▶ Problem to work on: Reproduce, without any change, the span of lines from the opening of the records below to the line containing "The image size is (326, 687).", inclusive.
[Given entries]
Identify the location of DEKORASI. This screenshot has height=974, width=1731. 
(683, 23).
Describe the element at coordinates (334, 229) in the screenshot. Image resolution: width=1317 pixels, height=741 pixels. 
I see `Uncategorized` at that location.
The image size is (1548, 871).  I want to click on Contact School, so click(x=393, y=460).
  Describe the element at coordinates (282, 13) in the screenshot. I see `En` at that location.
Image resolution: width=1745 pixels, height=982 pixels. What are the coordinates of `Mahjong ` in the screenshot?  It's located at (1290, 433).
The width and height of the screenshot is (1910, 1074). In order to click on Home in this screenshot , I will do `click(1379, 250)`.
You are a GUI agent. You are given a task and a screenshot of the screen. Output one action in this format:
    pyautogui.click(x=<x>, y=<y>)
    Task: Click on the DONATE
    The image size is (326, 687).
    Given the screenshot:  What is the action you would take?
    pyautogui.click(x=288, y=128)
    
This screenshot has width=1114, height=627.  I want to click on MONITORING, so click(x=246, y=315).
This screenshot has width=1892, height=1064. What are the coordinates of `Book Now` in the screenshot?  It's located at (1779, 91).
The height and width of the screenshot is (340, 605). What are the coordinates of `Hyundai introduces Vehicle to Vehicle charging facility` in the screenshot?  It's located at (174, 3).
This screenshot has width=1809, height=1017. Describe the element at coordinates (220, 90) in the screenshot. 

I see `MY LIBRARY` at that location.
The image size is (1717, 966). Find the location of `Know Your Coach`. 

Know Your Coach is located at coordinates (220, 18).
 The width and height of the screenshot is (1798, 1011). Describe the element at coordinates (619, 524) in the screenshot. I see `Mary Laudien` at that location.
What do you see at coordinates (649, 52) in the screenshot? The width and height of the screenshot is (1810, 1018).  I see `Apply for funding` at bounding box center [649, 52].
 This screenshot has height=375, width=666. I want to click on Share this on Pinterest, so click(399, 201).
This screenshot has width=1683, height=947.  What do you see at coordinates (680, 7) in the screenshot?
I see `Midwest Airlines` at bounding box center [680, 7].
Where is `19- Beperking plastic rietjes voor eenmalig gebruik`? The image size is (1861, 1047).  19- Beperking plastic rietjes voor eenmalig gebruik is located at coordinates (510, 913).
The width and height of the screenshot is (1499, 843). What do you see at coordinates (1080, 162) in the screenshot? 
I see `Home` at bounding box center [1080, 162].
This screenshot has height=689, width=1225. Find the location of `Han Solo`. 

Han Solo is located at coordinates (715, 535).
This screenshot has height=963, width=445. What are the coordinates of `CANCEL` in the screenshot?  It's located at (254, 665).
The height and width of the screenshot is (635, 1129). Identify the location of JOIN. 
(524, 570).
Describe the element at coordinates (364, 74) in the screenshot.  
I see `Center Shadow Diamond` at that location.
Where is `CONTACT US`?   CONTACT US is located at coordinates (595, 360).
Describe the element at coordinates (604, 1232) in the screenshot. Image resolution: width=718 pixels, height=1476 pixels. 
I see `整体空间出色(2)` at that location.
[/Given entries]
▶ Result below:
Identify the location of DEKORASI. This screenshot has height=974, width=1731. 
(683, 23).
Describe the element at coordinates (334, 229) in the screenshot. Image resolution: width=1317 pixels, height=741 pixels. 
I see `Uncategorized` at that location.
The image size is (1548, 871).  I want to click on Contact School, so click(x=393, y=460).
  Describe the element at coordinates (282, 13) in the screenshot. I see `En` at that location.
Image resolution: width=1745 pixels, height=982 pixels. What are the coordinates of `Mahjong ` in the screenshot?  It's located at (1290, 433).
The width and height of the screenshot is (1910, 1074). In order to click on Home in this screenshot , I will do `click(1379, 250)`.
You are a GUI agent. You are given a task and a screenshot of the screen. Output one action in this format:
    pyautogui.click(x=<x>, y=<y>)
    Task: Click on the DONATE
    The image size is (326, 687).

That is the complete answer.